Melvin and Howard (1980)

Directed by Jonathan Demme. Starring Paul Le Mat, Mary Steenburgen, Pamela Reed, Jason Robards, Jack Kehoe, Cheryl Smith, Rick Lenz, Michael J. Pollard. [R]

A rhapsodic, imaginative slice-of-life comedy inspired by one of those wild true stories that begs to be dramatized but needs the proper approach, and director Demme and scribe Bo Goldman found it. Genial working-class nobody Melvin Dummar (Le Mat) is driving through the Nevada desert when he picks up an irascible stranger who crashed his motorcycle…an irascible stranger who turns out to be rich, reclusive loon Howard Hughes (Robards). Howard doesn’t reveal this fact to Melvin, though, nor does Howard ever speak to Melvin again before croaking and leaving a hefty sum to his “savior” in a contested Last Will and Testament. Goldman writes gracefully about cornball quirks and dreamer blues, a vision of Americana that’s at once effervescent and brittle, and the film really comes to life when the second half of the double billing is as hard to find as the real feller, creating a ballad of sorrow and joy following Melvin’s janky exploits. It’s such a treasure, in fact, that there’s no depressing comedown once the will/courtroom plot kicks into gear toward the end (the weakest stretch, but hardly worthless, with a nice kiss-off to materialism before such an ideal became pure fantasy a few years later). Goldman won an Academy Award, as did Steenburgen as Melvin’s first wife, a flaky tap-dancer-slash-go-go-dancer. Dabney Coleman, John Glover, Charles Napier, and Gloria Grahame all have small roles.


◆ **Task objective**: With the images omitted, return all of the entries exactly as they stand.

◆ **Given data**:
________________

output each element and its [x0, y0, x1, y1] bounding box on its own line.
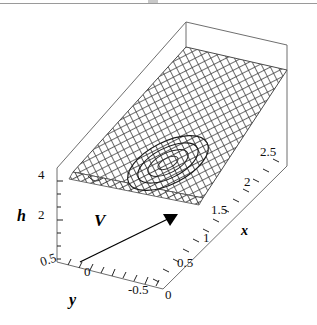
velocity-label: V	[94, 212, 105, 229]
x-tick-0p5: 0.5	[177, 256, 193, 269]
axis-label-h: h	[17, 208, 26, 224]
y-tick-m0p5: -0.5	[128, 283, 149, 296]
h-tick-2: 2	[38, 208, 45, 221]
x-tick-2: 2	[244, 175, 251, 188]
h-axis-ticks	[57, 181, 63, 259]
plot-canvas	[0, 0, 317, 325]
h-tick-4: 4	[38, 168, 45, 181]
figure-3d-surface-plot: 4 2 h 0.5 0 -0.5 y 0 0.5 1 1.5 2 2.5 x V	[0, 0, 317, 325]
x-tick-1p5: 1.5	[211, 203, 227, 216]
x-tick-1: 1	[203, 231, 210, 244]
x-tick-2p5: 2.5	[260, 145, 276, 158]
axis-label-y: y	[69, 292, 76, 308]
axis-label-x: x	[241, 224, 248, 238]
y-tick-0: 0	[84, 265, 91, 278]
x-tick-0: 0	[165, 288, 172, 301]
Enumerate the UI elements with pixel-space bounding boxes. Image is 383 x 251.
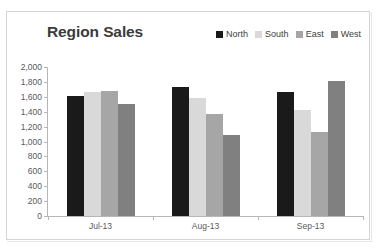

________________

◆ **Expected answer**:
output each element and its [x0, y0, x1, y1] bounding box on its own line.
velocity-label: V	[94, 212, 105, 229]
x-tick-0p5: 0.5	[177, 256, 193, 269]
axis-label-h: h	[17, 208, 26, 224]
y-tick-m0p5: -0.5	[128, 283, 149, 296]
h-tick-2: 2	[38, 208, 45, 221]
x-tick-2: 2	[244, 175, 251, 188]
h-axis-ticks	[57, 181, 63, 259]
plot-canvas	[0, 0, 317, 325]
h-tick-4: 4	[38, 168, 45, 181]
figure-3d-surface-plot: 4 2 h 0.5 0 -0.5 y 0 0.5 1 1.5 2 2.5 x V	[0, 0, 317, 325]
x-tick-1p5: 1.5	[211, 203, 227, 216]
x-tick-1: 1	[203, 231, 210, 244]
x-tick-2p5: 2.5	[260, 145, 276, 158]
axis-label-y: y	[69, 292, 76, 308]
axis-label-x: x	[241, 224, 248, 238]
y-tick-0: 0	[84, 265, 91, 278]
x-tick-0: 0	[165, 288, 172, 301]
Enumerate the UI elements with pixel-space bounding boxes. Image is 383 x 251.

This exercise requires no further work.